Daily Rituals - Mencken

H. L. Mencken (1880-1956)

Mencken’s routine was simple: work for twelve or fourteen hours a day, every day, and in the late evening, enjoy a drink and conversation. This was his lifestyle as a young bachelor–when he belonged to a drinking club and often met his fellow members at a saloon after work–and it hardly changed when he got married, at age fifty, to a fellow writer. Then the couple worked for three or four hours in the morning, ate lunch, took naps, worked for another few hours, ate dinner, and returned to work until 10:00, when they would meet in the drawing room to talk and have a drink.
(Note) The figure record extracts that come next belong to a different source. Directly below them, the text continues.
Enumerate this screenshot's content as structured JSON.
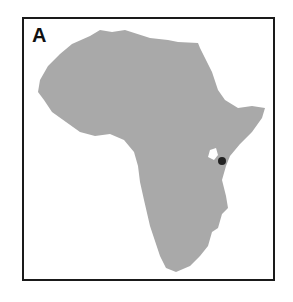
{
  "panel": {
    "label": "A"
  },
  "map": {
    "region": "Africa",
    "land_color": "#a9a9a9",
    "frame_color": "#1a1a1a",
    "marker": {
      "color": "#222222",
      "description": "location marker near Lake Victoria, East Africa"
    }
  }
}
Mencken typically divided his working day as follows: reading manuscripts and answering mail in the morning (he replied to every letter he received on the same day, firing off at least one hundred thousand missives in his life), editorial chores in the afternoon, and concentrated writing in the evening. Unbelievably, he claimed to have a lazy temperament. “Like most man, I am lazy by nature and seize every opportunity to loaf,” he wrote in a 1932 letter. But this only made him work harder; believing that he was inclined to indolence, Mencken didn’t allow himself the luxury of free time. His compulsiveness meant that he was astonishingly productive throughout his life–and yet, at age sixty-four, he could nevertheless write, “Looking back over a life of hard work … my only regret is that I didn’t work even harder.”